There was a time when Corporate Social Responsibility felt like a compliance checkbox, a reluctant 2% carved out of profits, spent quietly and forgotten. FY25 tells a very different story.

Corporate India opened its wallet wider than ever before. CSR spending by companies listed on Indian stock exchanges surged 23% in FY25, reaching Rs 22,212 crore  up from Rs 18,011 crore in FY24. The leap is not incidental. It mirrors a 22% rise in the average net profits of these companies over the preceding three years, confirming a direct and powerful link between business success and social investment.

Pranav Haldea, Managing Director of PRIME Database Group, which compiled the data, attributed the spike precisely to this profit growth. Under India’s CSR framework, companies crossing specified financial thresholds must spend at least 2% of their average net profits from the previous three financial years on CSR activities. As profits climbed, so did the obligation and to their credit, most companies not only met it but exceeded it.

The numbers behind that claim are striking. Of the 1,549 companies mandated to spend on CSR in FY25, as many as 1,521  a near-perfect 98%  actually reported such expenditure, up from 1,372 companies the year before. More telling still, 751 companies, nearly 48% of the total, went beyond the mandatory minimum. Another 934 firms increased their spending compared to FY24, and 28 companies even reported CSR contributions despite recording losses during the year. That last detail speaks volumes about how deeply the culture of giving has taken root.

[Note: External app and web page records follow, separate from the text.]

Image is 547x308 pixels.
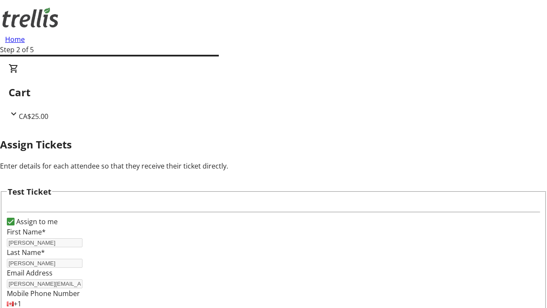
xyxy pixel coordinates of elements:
[15,216,58,227] label: Assign to me
[7,289,80,298] label: Mobile Phone Number
[7,227,46,236] label: First Name*
[19,112,48,121] span: CA$25.00
[8,186,51,198] h3: Test Ticket
[7,268,53,278] label: Email Address
[9,63,539,121] div: CartCA$25.00
[7,248,45,257] label: Last Name*
[9,85,539,100] h2: Cart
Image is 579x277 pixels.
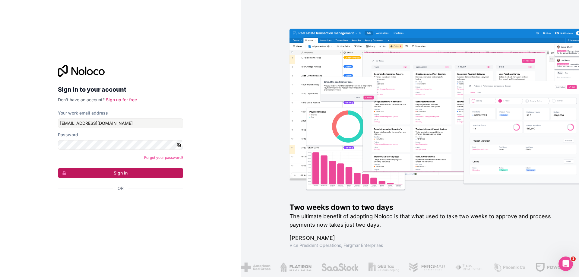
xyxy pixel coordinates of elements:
img: /assets/fdworks-Bi04fVtw.png [535,263,570,273]
img: /assets/flatiron-C8eUkumj.png [280,263,311,273]
span: Or [118,186,124,192]
img: /assets/fiera-fwj2N5v4.png [455,263,483,273]
input: Email address [58,119,183,128]
iframe: Google 계정으로 로그인 버튼 [55,198,182,212]
a: Sign up for free [106,97,137,102]
h2: Sign in to your account [58,84,183,95]
img: /assets/american-red-cross-BAupjrZR.png [241,263,270,273]
img: /assets/phoenix-BREaitsQ.png [493,263,525,273]
img: /assets/saastock-C6Zbiodz.png [321,263,359,273]
img: /assets/fergmar-CudnrXN5.png [408,263,445,273]
h1: [PERSON_NAME] [290,234,560,243]
input: Password [58,140,183,150]
iframe: Intercom live chat [559,257,573,271]
button: Sign in [58,168,183,178]
label: Your work email address [58,110,108,116]
span: 1 [571,257,576,262]
img: /assets/gbstax-C-GtDUiK.png [368,263,399,273]
h1: Vice President Operations , Fergmar Enterprises [290,243,560,249]
label: Password [58,132,78,138]
h2: The ultimate benefit of adopting Noloco is that what used to take two weeks to approve and proces... [290,212,560,229]
span: Don't have an account? [58,97,105,102]
h1: Two weeks down to two days [290,203,560,212]
a: Forgot your password? [144,155,183,160]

This surge comes after a long and frustrating plateau. Between FY20 and FY23, CSR outlays had barely moved, inching from Rs 14,776 crore to Rs 15,561 crore over four years. The 16% jump in FY24 signalled a thaw, and FY25’s 23% leap confirms the recovery is real and accelerating.

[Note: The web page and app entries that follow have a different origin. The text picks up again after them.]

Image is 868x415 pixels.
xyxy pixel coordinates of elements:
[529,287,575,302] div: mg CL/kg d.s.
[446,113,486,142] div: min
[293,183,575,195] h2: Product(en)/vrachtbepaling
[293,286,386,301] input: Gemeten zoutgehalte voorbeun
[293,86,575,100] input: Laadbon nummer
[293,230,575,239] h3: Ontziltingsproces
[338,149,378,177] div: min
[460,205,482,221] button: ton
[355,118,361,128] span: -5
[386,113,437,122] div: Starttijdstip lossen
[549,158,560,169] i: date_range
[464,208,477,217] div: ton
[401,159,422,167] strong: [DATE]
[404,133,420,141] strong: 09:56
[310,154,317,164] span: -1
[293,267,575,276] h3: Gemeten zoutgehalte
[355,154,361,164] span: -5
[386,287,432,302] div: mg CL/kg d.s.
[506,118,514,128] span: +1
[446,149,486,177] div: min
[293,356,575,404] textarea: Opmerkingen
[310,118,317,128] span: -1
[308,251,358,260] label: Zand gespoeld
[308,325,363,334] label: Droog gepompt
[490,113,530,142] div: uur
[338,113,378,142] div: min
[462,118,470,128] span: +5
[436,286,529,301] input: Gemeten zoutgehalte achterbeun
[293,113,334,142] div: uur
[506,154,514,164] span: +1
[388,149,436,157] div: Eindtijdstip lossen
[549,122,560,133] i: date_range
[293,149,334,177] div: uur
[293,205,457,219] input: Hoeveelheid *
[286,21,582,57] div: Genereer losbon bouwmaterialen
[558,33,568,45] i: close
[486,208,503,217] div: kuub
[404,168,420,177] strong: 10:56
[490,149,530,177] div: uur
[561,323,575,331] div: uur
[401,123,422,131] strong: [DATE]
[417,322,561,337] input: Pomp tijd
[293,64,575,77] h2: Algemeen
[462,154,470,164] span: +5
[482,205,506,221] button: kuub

So the question arises: Where is the money going? Education remained the top destination, drawing Rs 1,137 crore in FY25. Healthcare followed with Rs 840 crore. Together, these two sectors continue to absorb the bulk of corporate giving. Meanwhile, areas like slum development, support for armed forces veterans, and disaster management remain chronically underfunded, a gap that policymakers and civil society organisations may need to address more deliberately.

Public sector undertakings also stepped up. A total of 71 PSUs collectively spent Rs 4,791 crore in FY25, a 19% rise from Rs 3,717 crore spent by 67 PSUs the previous year, signalling that government-backed enterprises are matching private sector momentum.

Not everything is spotless. Actual spending at Rs 22,212 crore fell slightly short of the mandated Rs 22,732 crore. Companies transferred Rs 3,223 crore into Unspent CSR Accounts for future deployment, and 315 firms fell short of the 2% mark, many citing multi-year project cycles that allow carry-forward of unspent funds. These funds must eventually be utilised, or handed over to government relief funds like PM CARES.

Looking ahead, the government is reportedly weighing a revision of the financial thresholds that determine CSR eligibility, a move Haldea has long supported. Raising these limits could ease compliance burdens on smaller firms and sharpen the framework’s original intent: meaningful, scalable social impact by companies truly capable of delivering it. For now, though, the headline stands clear corporate India is spending more, reaching further, and giving back like never before.